Pressure to compete globally and boost national security is driving interest in less-common languages such as Chinese and Arabic.

Dan Wascoe, Star Tribune
Last update: June 05, 2006 – 12:09 AM


School officials in Fridley are bidding adieu to French and ni hao to Chinese.

The shift from a française farewell to a Mandarin hello reflects quickening change in Minnesota's foreign-language agenda. Chinese and Arabic are surfacing alongside more conventional Spanish, French and German. Sometimes Japanese, Ojibwe and Latin are part of the mix.

Latin? "A lot of kids love the incantations from Harry Potter," said Louis Janus, a specialist in less-taught languages at the University of Minnesota. "It's great. Whatever -- if we can get people paying attention."

Spurred by federal and state incentives and business support, some school principals and superintendents are retooling their world-language programs. The result: More languages are being taught in the state's public schools, but the mix is spotty depending on school budgets, parent interest and outside support.

"The whole world language situation in Minnesota is kind of in flux," said Gaelle Berg, world-language specialist for Minneapolis public schools.

Alice Seagren, Minnesota's education commissioner, said the state's world-language offerings "are in very stable, good shape" but that educators should be "more nimble" to handle changing priorities. Learning dialects spoken in India, for example, might be more important than developing a full-fledged Arabic program, she said.

Here are recent signs of change:

• Yinghua Academy, a charter school focusing on Mandarin Chinese, will open for kindergarten through third-grade students this fall in St. Paul.

• The Minnesota Legislature approved Gov. Tim Pawlenty's request for $250,000 to plan a Chinese curriculum and increase the supply of Chinese-language teachers. But it could take years for that curriculum to work its way into the state's schools.

• Business, education and government leaders met last month at the University of Minnesota to talk about how to find, recruit and hold onto trained language teachers. A Mounds Park Academy official will go to China this month to recruit and hire Mandarin Chinese instructors.

• A group of parents, frustrated by the reluctance of Forest Lake school officials to approve a Spanish immersion program, have started a charter elementary school of their own called Lakes International Language Academy. It is implementing the International Baccalaureate curriculum, which emphasizes a cross-cultural perspective and world-language training.

• Concordia Language Villages, a nationally known fixture in northern Minnesota that offers for-credit classes as well as summer immersion camps, will teach Arabic for the first time this summer and is raising funds for a permanent Russian village.

• President Bush, for security reasons, has called for expanded instruction of what he calls critical languages, including Chinese, Arabic, Russian, Hindi and Farsi. The Department of Defense intends to spend $750 million to increase the language skills of its employees and provide $25 million for the president's initiative.

In Minnesota, enrollments in the up-and-coming languages are far from challenging those for Spanish, the dominant non-English tongue, or even French and German.
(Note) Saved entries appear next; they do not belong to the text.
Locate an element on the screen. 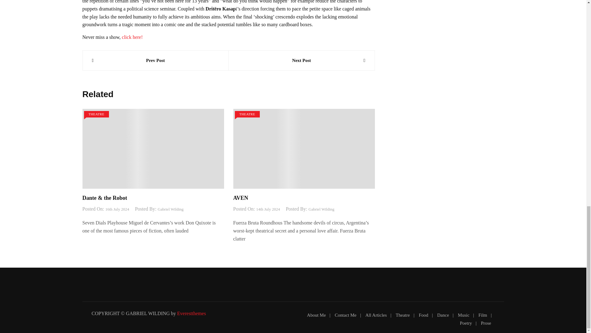 The height and width of the screenshot is (333, 591). Gabriel Wilding is located at coordinates (321, 209).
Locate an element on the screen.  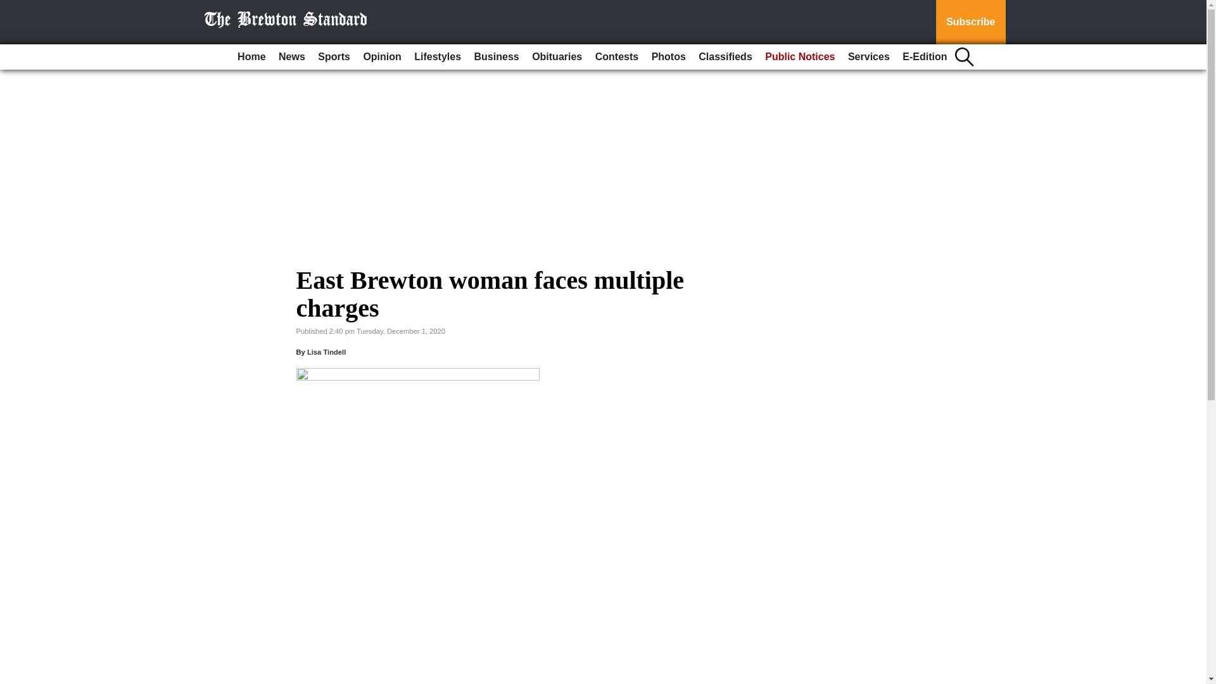
Subscribe is located at coordinates (970, 22).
But growth in the less-popular languages is accelerating.

Because the "critical languages" have different roots than the Latin that spawned Spanish, French, German, English and other languages, "It will be difficult to learn them," said Ursula Lentz, of the Center for Advanced Research on Language Acquisition (CARLA) at the University of Minnesota.

Even after two years of studying a world language, students "generally have not yet arrived at the intermediate level," she said. The turning point comes when students "can begin to create, not just repeat what they've memorized," she said.

Lentz said teachers are being trained to offer a practical, cultural context for their language so that instruction is "not just multiple choice or 'drill and kill.' " In that way, "Students can see the benefits," she said. "They're interested and engaged."

Minnesota, like many states, does not require students to study a foreign language, but many colleges set a minimum of two years' classwork for admission.

Changing the balance

Fridley High School Principal Dave Webb, a former Spanish teacher, said the gradual move from French to Chinese will be part of an effort by the Northwest Suburban Integration District to achieve racial balance in its seven member school districts with the help of a federal grant. Fridley's role is to develop the International Baccalaureate program at the middle-school and high-school levels as a way of "moving students across district boundaries."

Fridley now offers French, German and Spanish and next year will offer first-year Chinese in grades 6 to 9, gradually expanding it to 12th grade as French classes are phased out.

Webb said school officials consulted Medtronic Inc., whose headquarters are in Fridley, and the medical device company suggested Chinese for Fridley schools.

Janice Holter Kittok, a Delano-based consultant to the district, said the changing dynamics have French and German teachers worried about holding on to their programs.

It might not be hard to find proficient speakers of the critical languages, she said, but many will need years of training to learn how to teach. State law provides for temporary waivers of license requirements for community experts to teach in public schools, but it also sets deadlines for earning a teaching license.

Kittok, a former Spanish teacher and president-elect of the Minnesota Council on the Teaching of Languages and Cultures, also said that because "life happens" and teachers move or change careers, it may be hard to keep a language program alive over a number of years.

"Continuity is a critical issue," she said.